If You Always Do What You've Always Done...Then You'll Always Get What You Always Got

Monday 13 February 2012

Movie #6

Every time I rent movies, they give me a voucher for Next Time.  I'm such a sucker, I keep on using them.  So Saturday I redeemed a voucher for 2 new release movies for a certain price (hmmm - way more than cheap Tuesday prices...).  The first I watched Saturday night, and it's not a movie I would have borrowed 3 months ago.

3 months ago I saw We Need to Talk About Kevin.  That movie is still with me, popping into my head and swimming around.  I think it will take a very long time to digest.  I mention it because it involves a school shooting, and Saturday's movie, Beautiful Boy, also involved a school shooting.  A lot of the time while watching, I was comparing aspects of the 2 movies.

Beautiful Boy is the story of 2 parents, who are at that stage of "Let's try to work things out".  Their only child is in his first year of college when he suicides after shooting several fellow students and teachers.  The parents are dealing with losing their child, supporting each other, facing a world of criticism, and trying to work out what they did to raise a killer.

I don't think any parent would want this for their child.  Parents do their best not to screw up their children, to raise healthy, happy, well-adjusted kids.  Yet the assumptions and judgments that are made by the rest of society are so harsh.  And I must admit to being guilty of this.  Watching something on tv, for example, I'll think "Yeah, that's the way he is now, but why didn't his parents make him do this before?"  And that's just a small step to "What did his parents do to turn him into a mass-murderer?"  Why do we feel we must judge another human being, who is just trying to do their best with the information that they have?

Meanwhile, I don't know if it's coincidence, but the similarities between the situations of the killers in both Beautiful Boy and We Need to Talk About Kevin are noticeable.  Both lived in large, open houses - the sort featured in fancy home magazines, that I always think would take forever to clean, and feel unlived-in even when full of people and stuff because there's nowhere for intimacy.  Both were functional singles (as in, effectively an only child).  Both had a father who worked away from home in a regular office-type job, and a high-achiever for a mother, who expected great things from her son and kept pushing for better. 

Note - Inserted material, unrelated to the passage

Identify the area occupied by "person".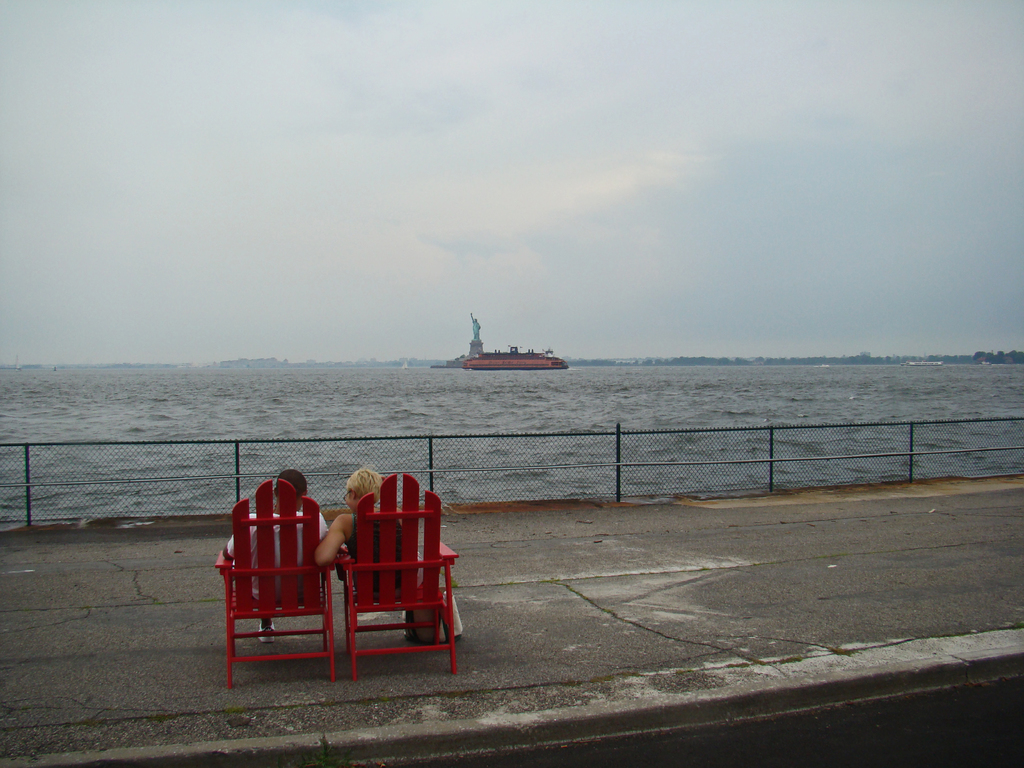
Area: <region>315, 466, 460, 641</region>.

The DVD cover promised powerful performances.  No other way to say it, this was really powerful.  I knew I would cry, and I did (buckets).  The individual reactions of the parents to the news that their son was dead, that he was the one who had shot all those people, was so true.  And after seeing the father absorb so much criticism and hate, his outburst is so compelling and gut-wrenching.  One thing I've been noticing more and more lately is music in movies, or its absence.  This was not free of music, but it was used sparingly.  I was trying to pinpoint what was so weird about this - after all, real life doesn't come with a soundtrack - but actually, my life does.  There is always music in my head or fingers, and if it's not an actual piece, then it will be a particular arpeggio.  I know that's an incredibly weird thing to admit.  But seeing something which is silent, even when it's not silent because it's about to be horrifyingly scary - well, that's just really weird.  Effective, but weird.